Harsh
Harsh

Reputation: 85

Jaccard Distance calculation using pdist in scipy

import scipy.spatial.distance as dist

Y=[[1,2,3],[2,3,4]]

Q=dist.pdist(Y,'jaccard')

print Q

The following snippet gives jaccard distance as 1 while it should be 0.5. On the other hand if Y=[[1,2,3],[4,2,3]] i.e if ordering is changed output is 0.33. But jaccard distance is independent of order of elements. Can you suggest how to resolve this issue here?

Upvotes: 2

Views: 2013

Answers (2)

Tim Kirkwood
Tim Kirkwood

Reputation: 716

For anyone else with this issue, pdist appears to compare arrays by index rather than just what objects are present - so the scipy implementation is order dependent, but the input arrays are not treated as boolean arrays (in the sense that [1,2,3] and [4,5,6] are not both treated as [True True True], unlike the scipy jaccard function).

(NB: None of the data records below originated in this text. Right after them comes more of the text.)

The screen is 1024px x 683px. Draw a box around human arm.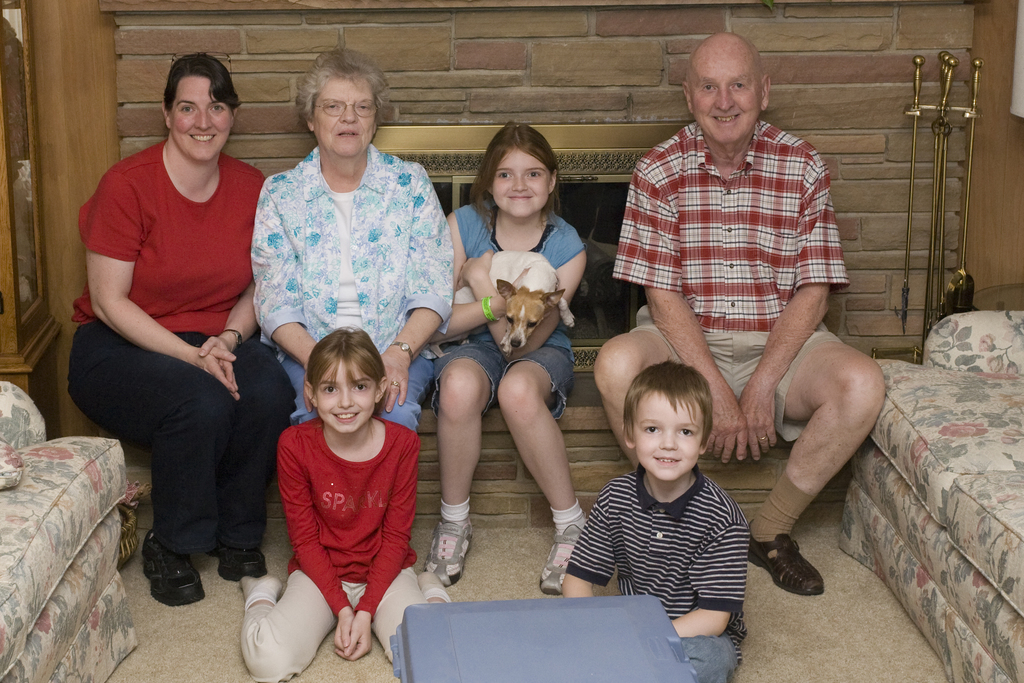
left=637, top=143, right=751, bottom=473.
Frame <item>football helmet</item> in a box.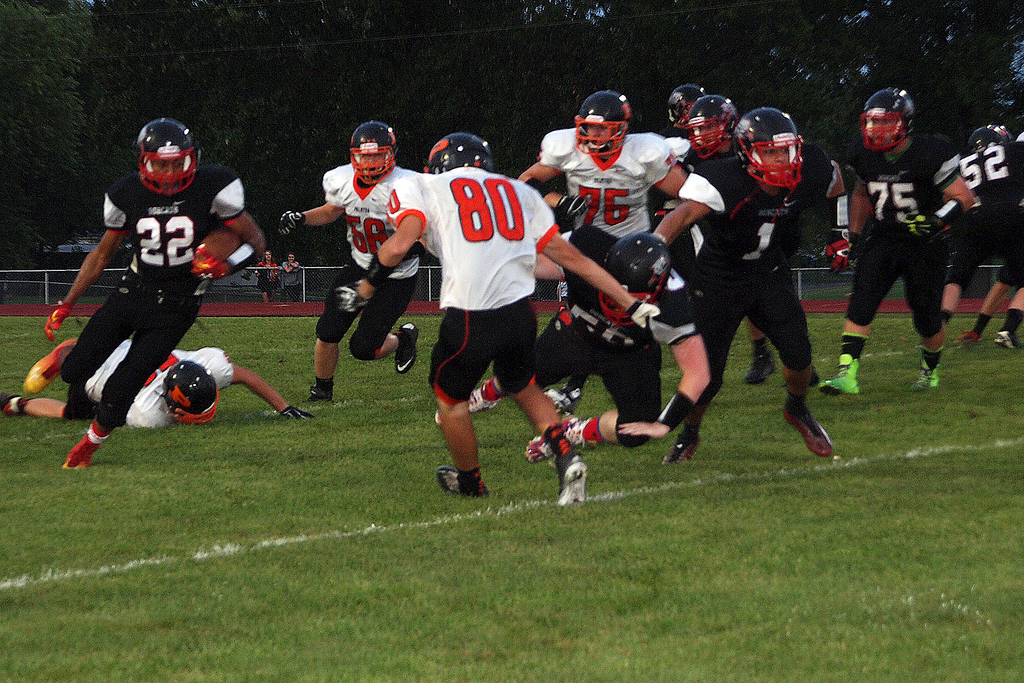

I had a similar issue and looked at it here:
Why are there discrepanices when generating a distance matrix with scipy pdist(metric = 'jaccard') vs scipy jaccard?

Upvotes: 0

Warren Weckesser
Warren Weckesser

Reputation: 114791

The docstring for the jaccard function gives a better description of the calculation than the terse summary in the pdist docstring. jaccard computes the Jaccard-Needham dissimilarity for boolean arrays. Its behavior for other array types is not defined, so you shouldn't be passing in arrays of arbitrary integers.